We were right up on the Persian front, and I went on to Tehran. One saw some most interesting phases of the war, and met all the distinguished Generals and such-like people.

The notice you sent me of my little book is charming.

Your loving S. B .M.

1, NORFOLK STREET, PARK LANE, W., _9 June._

DARLING POOT,

I must thank you myself for the lovely flowers and your kind letters. I am sure that people's good wishes and prayers do one good. I so nearly died!

Your loving S. M.

_17th June_

Still getting on pretty well, but it is slow work. Baby and Julia both in town, so they are constantly here. I am to get up for a little bit to-morrow.

Kindest love. It _was_ naughty of you to send more flowers.

As ever fondly, SARAH.

As the hot weather advanced it was hoped to move Miss Macnaughtan to the country. Her friends showered invitations on "dear Sally" to come and convalesce with them, but the plans fell through. It became increasingly clear that the traveller was about to embark on that last journey from which there is no return, and, indeed, towards the end her sufferings were so great that those who loved her best could only pray that she might not have long to wait. She pa.s.sed away in the afternoon of Monday, July 24th, 1916.

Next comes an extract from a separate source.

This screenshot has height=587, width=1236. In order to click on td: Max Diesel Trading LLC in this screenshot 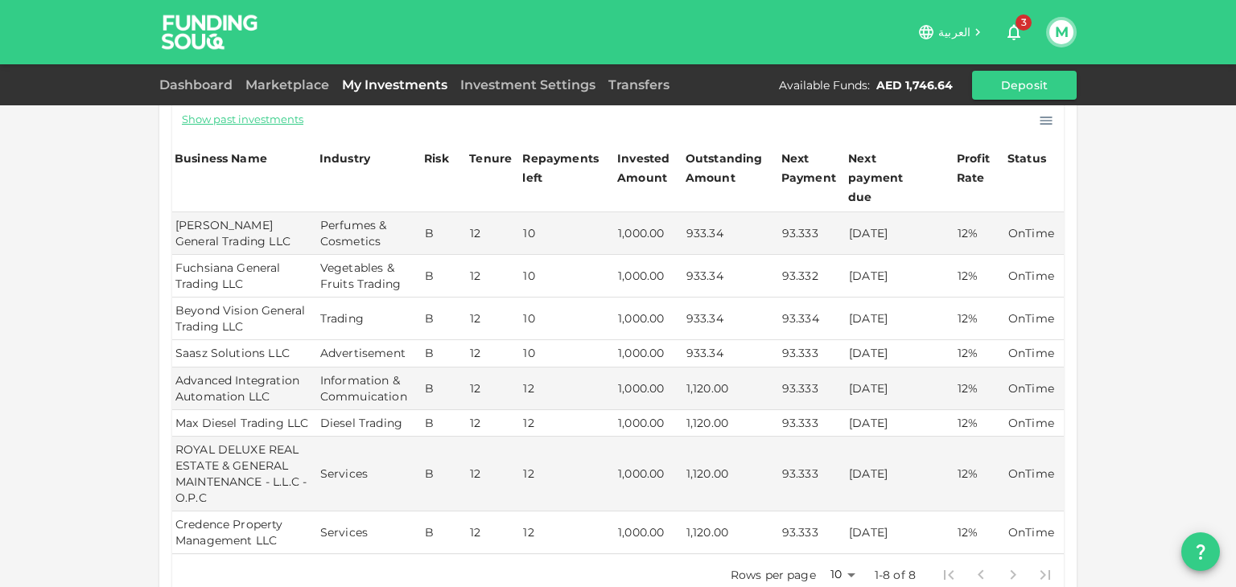, I will do `click(245, 423)`.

A few days later the body of Sarah Broom Macnaughtan was laid to rest in the plot of ground reserved for her kinsfolk in the churchyard at Chart Sutton, in Kent. It is very quiet there up on the hill, the great Weald stretches away to the south, and fruit-trees surround the Hallowed Acre.

But even as they laid earth to earth and dust to dust in this peaceful spot the booming of the guns in Flanders broke the quiet of the sunny afternoon, and reminded the little funeral party that they were indeed burying one whose life had been sacrificed in the Great War.

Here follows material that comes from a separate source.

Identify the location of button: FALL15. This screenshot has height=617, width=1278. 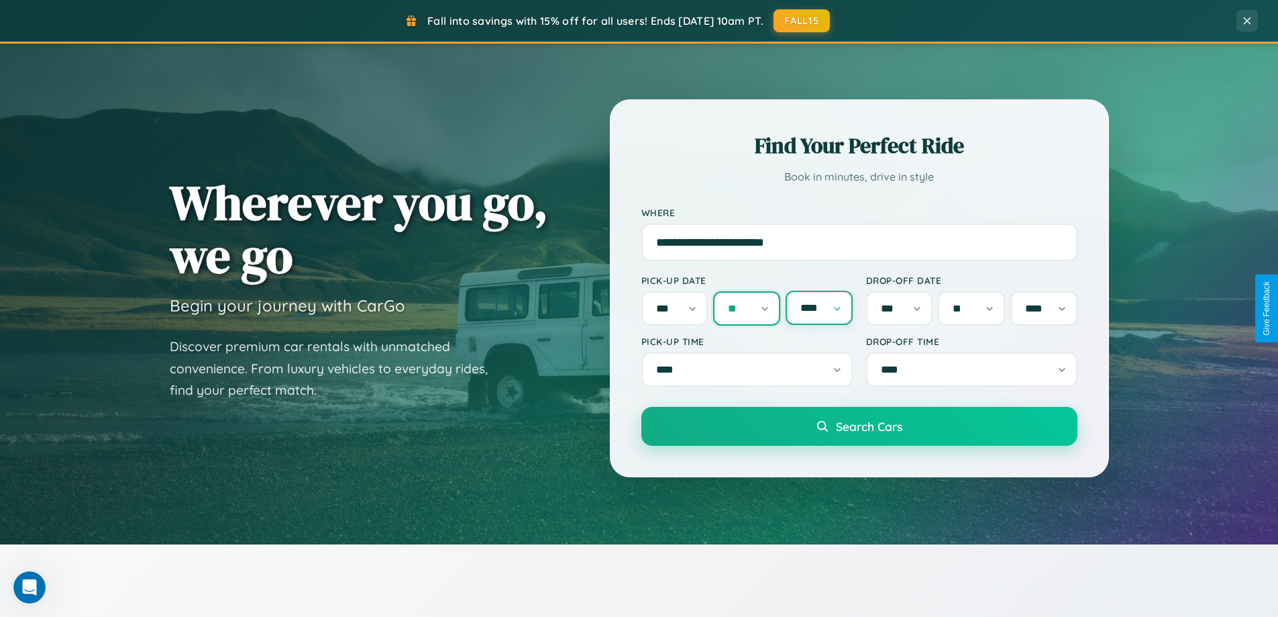
(802, 21).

[Page Heading: THE GRAVE IN CHART SUTTON]

Surely those who pa.s.s through the old churchyard will pause by the grave, with its beautiful grey cross, and the children growing up in the parish will come there sometimes, and will read and remember the simple inscription on it:

"In the Great War, by Word and Deed, at Home and Abroad, She served her Country even unto Death."

And if any ghosts hover round the little place, they will be the ghosts of a purity, a kindness, and of a love for humanity which are not often met with in this workaday world.

CONCLUSION

Perhaps a review of her war work by an onlooker, and a slight sketch of Miss Macnaughtan's character, may form an appropriate conclusion to this book.

I stayed with my aunt for one night, on August 7th, 1914. One may be pardoned for saying that during the previous three days one had scarcely begun to realise the war, but I was recalled by telegram from Northamptonshire to the headquarters of my Voluntary Aid Detachment in Kent, and spent a night in town en route, to get uniform, etc. Certainly at my aunt's house my eyes were opened to a little of what lay before us. She was on fire with patriotism and a burning wish to help her country, and I immediately caught some of her enthusiasm.

Every hour we rushed out to buy papers, every minute seemed consecrated to preparation for what we could do. There were uniforms to buy, notes of Red Cross lectures to "rub up," and, in my aunt's case, she was busy offering her services in every direction in which they could be of use.